The West certainly cannot survive with growing Islamisation.

Michelle Dostie's avatar

The US cannot endure a judicial system that would override American Jurisprudence. The political beliefs, with the exception of jihad, are not incompatible, but Sharia law will not displace our rights.

Because this topic has become so front and center, I am studying its history from 700 AD, along with the “relationships” with Christians and Jews over thousands of years. Very good books (yours especially, Aayan). Without deep knowledge of a topic, I find it is easy to state an opinion too quickly.

One thing I will state from a place of knowledge is that Christianity has never been platitudes. It’s a relationship with God who loves you enough to make Himself known to you.

rejoicinginhope's avatar

Just reading that book right now

Ava Mikael's avatar

I’ll add this: The deeper danger for the West is not external pressure but inner depletion.

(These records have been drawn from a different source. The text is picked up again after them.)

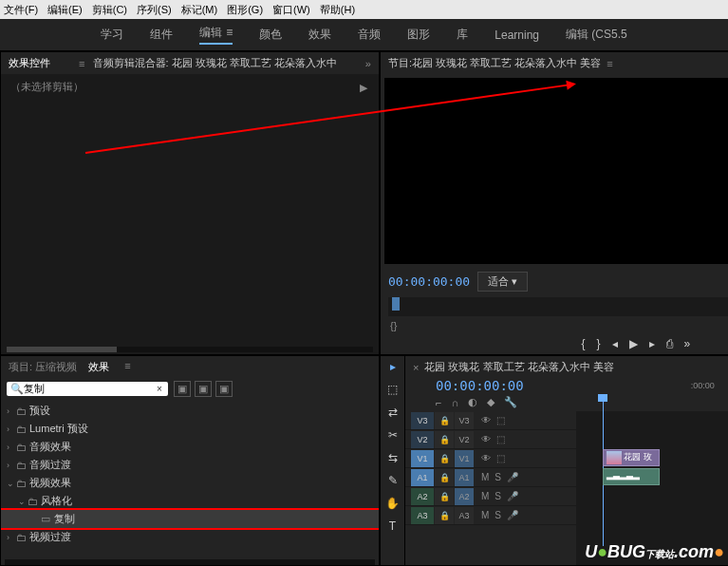 This screenshot has height=566, width=728. What do you see at coordinates (584, 344) in the screenshot?
I see `mark-in-button: {` at bounding box center [584, 344].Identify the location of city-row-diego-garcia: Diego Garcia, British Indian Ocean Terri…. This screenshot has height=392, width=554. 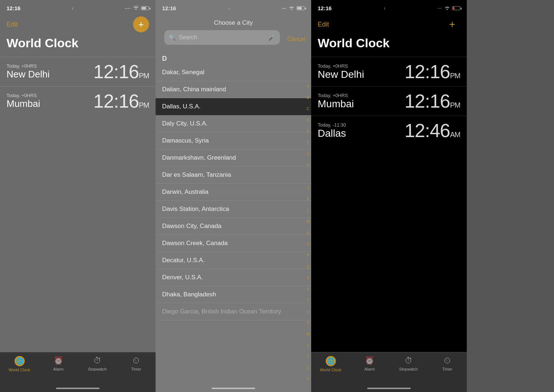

A culture that forgets its connection to spirit becomes fragile (brittle even), easy to sway by any force that still believes in sacred purpose - even if it’s psuedo-sacred.

Strength does not come from wealth or information but from conviction anchored in something higher than ourselves. Until we renew that inner ground, every ideology with stronger faith in its own meaning will eclipse us. It’s curious that I’m writing this comment on Friday the 13th, the day when the Templars suffered so.

Ava Mikael's avatar

Thank you for this. Murray is right that a civilization dies when it forgets its spiritual story. But loss of story begins not in politics, it begins in perception, when people stop experiencing life as meaningful.

The real crisis is not only that we left the church, it is that we stopped sensing the sacred in anything. Relearning that sight, through beauty and conscience as much as creed, may matter even more than returning to faith’s institutions.

Millicent Fullwood's avatar

We’re all born with a conscience our creator designed us that why the Christ is inside of you. We live on a beautiful planet Earth that gives everything we need we should all come together celebrate Mother Nature there’s nothing more beautiful we can all get creative and be the best human being and we’re here to look after each other and mother earth.

Don Bronkema's avatar

Observa praeterita sed carpe future.